Now showing 1 - 2 of 2
  • Publication
    Metropolitan Amman: Comprehensive Climate Plans
    (World Bank, Washington, DC, 2020-11-13) Hussein, Ahmad Z. Abu; Ababsa, Myriam
    Globally, cities are the source of over 70 percent of the world's greenhouse gas emissions. Cities are also the engines of the global economy, concentrating more than half the world’s population, and they are where the middle class is rapidly expanding. Indeed, by the year 2050, two-thirds of the world will be urban, with cities accommodating an additional 2.5 billion people over today’s total. Nearly all of this urban growth will occur in developing countries. This concentration of people and assets also means that the impacts of natural disasters, exacerbated by the changing climate, may be even more devastating, both in terms of human lives lost and economic livelihoods destroyed. These effects will disproportionately burden the poor. Earth is on a trajectory of warming more than 1.5 degrees Celsius unless important decarbonizing steps are taken.Often urban policymakers prescribe integration as the solution to steering urbanization towards decarbonization to achieve greater global and local environmental benefits. However, little is known about the struggles—and successes—that cities in developing countries have in planning, financing, and implementing integrated urban solutions. The main objective of this report is to understand how a variety of developing and emerging economies are successfully utilizing horizontal integration—across multiple infrastructure sectors and systems—at the metropolitan scale to deliver greater sustainability. This report explores how integrated planning processes extending well beyond city boundaries have been financed and implemented in a diverse group of metropolitan areas. From this analysis, the report derives models, poses guiding questions, and presents three key principles to provoke and inspire action by cities around the world.
  • Publication
    Rules on Paper, Rules in Practice: Enforcing Laws and Policies in the Middle East and North Africa
    (Washington, DC: World Bank, 2016-07-19) Sergenti, Ernest; Al-Dahdah, Edouard; Corduneanu-Huci, Cristina; Raballand, Gael; Ababsa, Myriam
    The primary focus of this book is on a specific outcome of the rule of law: the practical enforcement of laws and policies, and the determinants of this enforcement, or lack thereof. Are there significant and persistent differences in implementation across countries? Why are some laws and policies more systematically enforced than others? Are “good” laws likely to be enacted, and if not, what stands in the way? We answer these questions using a theoretical framework and detailed empirical data and illustrate with case studies from Morocco, Tunisia and Jordan. We believe that the best way to understand the variation in the drafting and implementation of laws and policies is to examine the interests and incentives of those responsible for these tasks – policymakers and bureaucrats. If laws and their enforcement offer concrete benefits to these ruling elites, they are more likely to be systematically enforced. If they don't, implementation is selective, discretionary, if not nil. Our first contribution is in extending the application of the concept of the rule of law beyond its traditional focus on specific organizations like the courts and the police, to economic sectors such as customs, taxation and land inheritance, in a search for a direct causal relationship with economic development outcomes.
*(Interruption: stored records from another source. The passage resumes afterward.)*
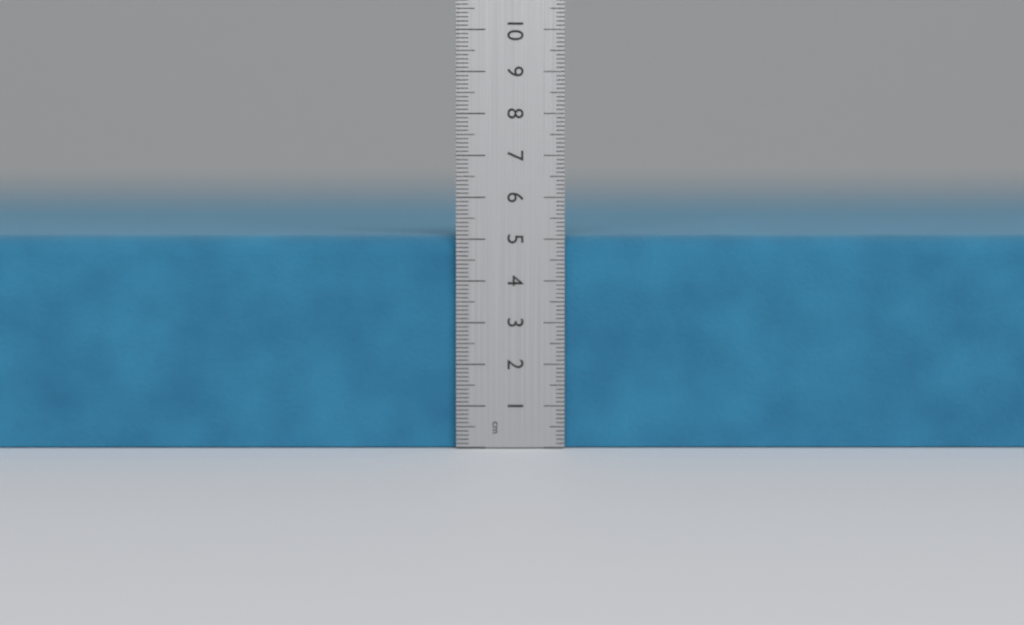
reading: 5.1 cm
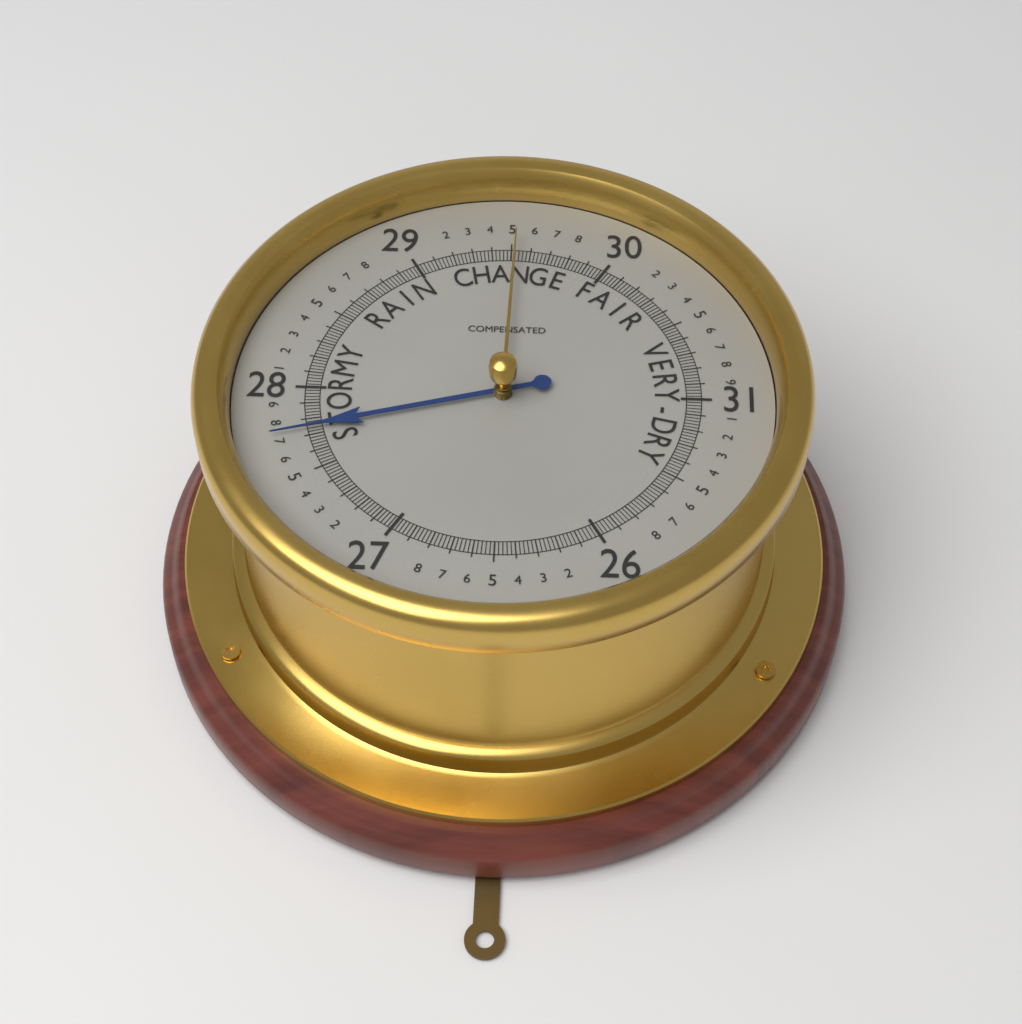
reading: 27.74 (no unit)
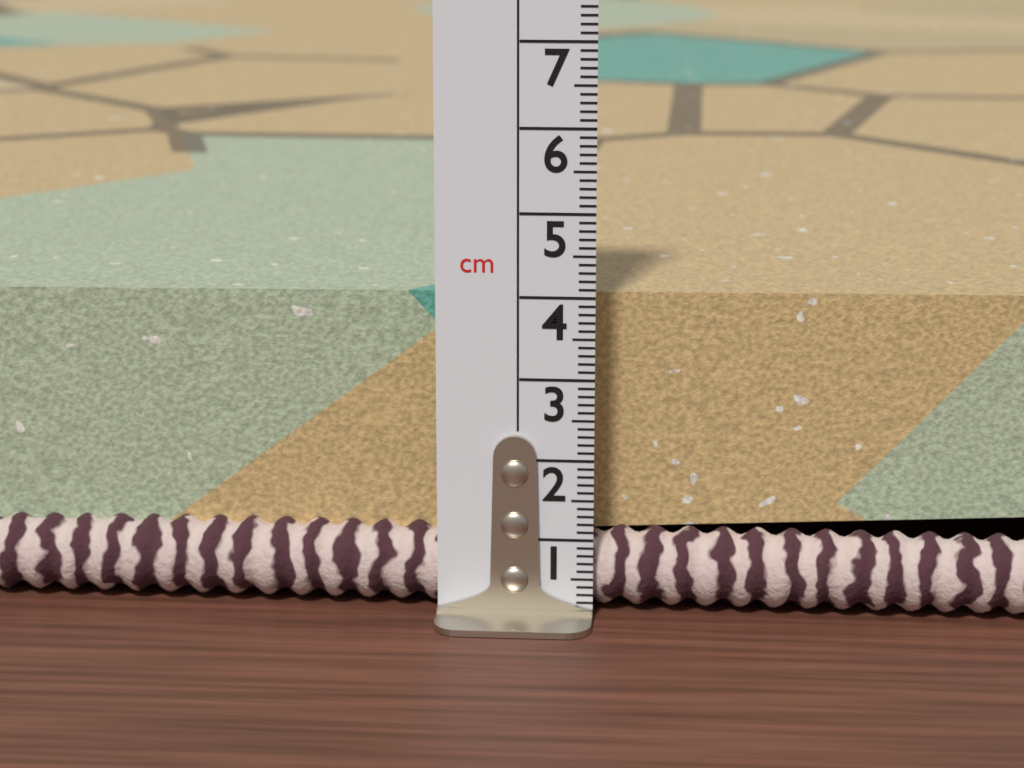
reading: 3.9 cm
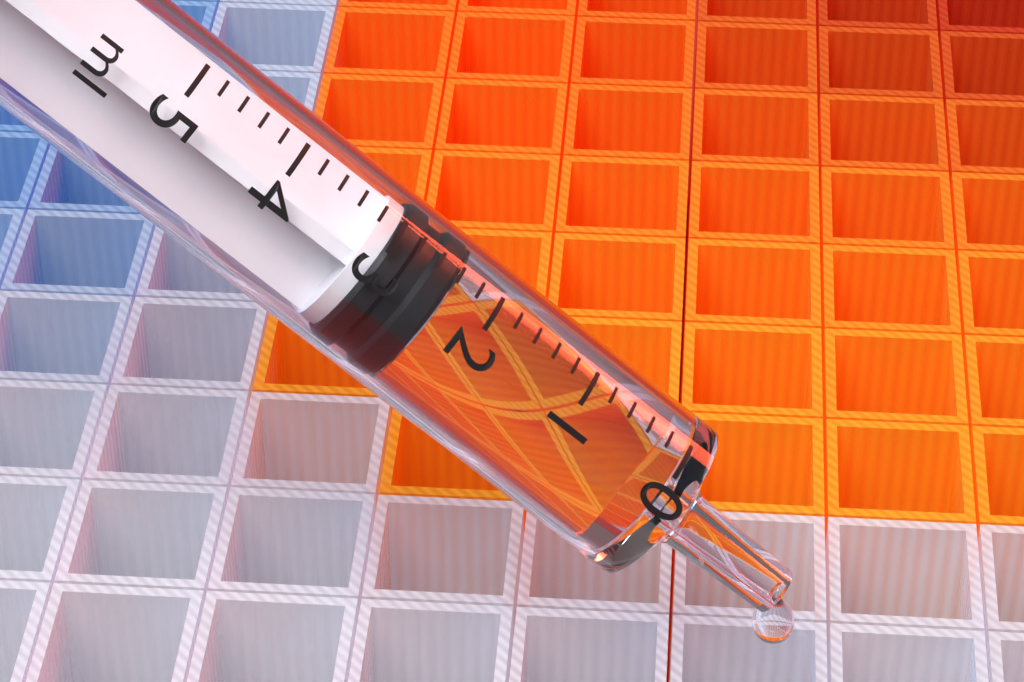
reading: 2.4 ml
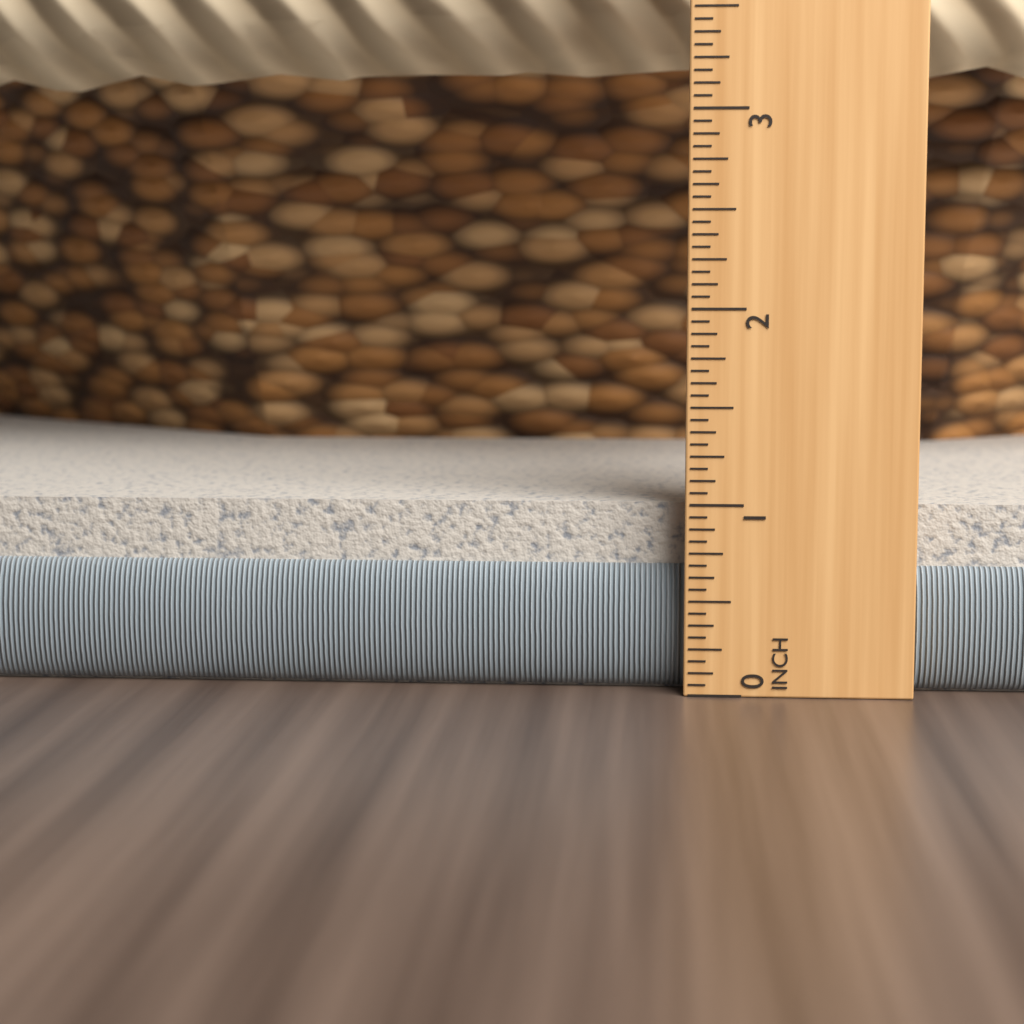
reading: 1.0000 in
Instead of limiting ourselves to a particular type of organization or a legalistic approach to the rule of law, we present a broader theory of how laws are made and implemented across different types of sectors and organizations. Our second contribution is in demonstrating how powerful interests affect implementation outcomes. The incentives elites have to build and support rule-of-law institutions derive from the distribution of power in society, which is partly a historical given. The point we make is that it is not deterministic. Realigning the incentive structures for reform among key actors and organizations, through accountability and competition, can dramatically improve the chances that rule-of-law institutions will take root. On the other hand, building the capacity of organizations without first changing institutional incentives is likely to lead to perverse outcomes.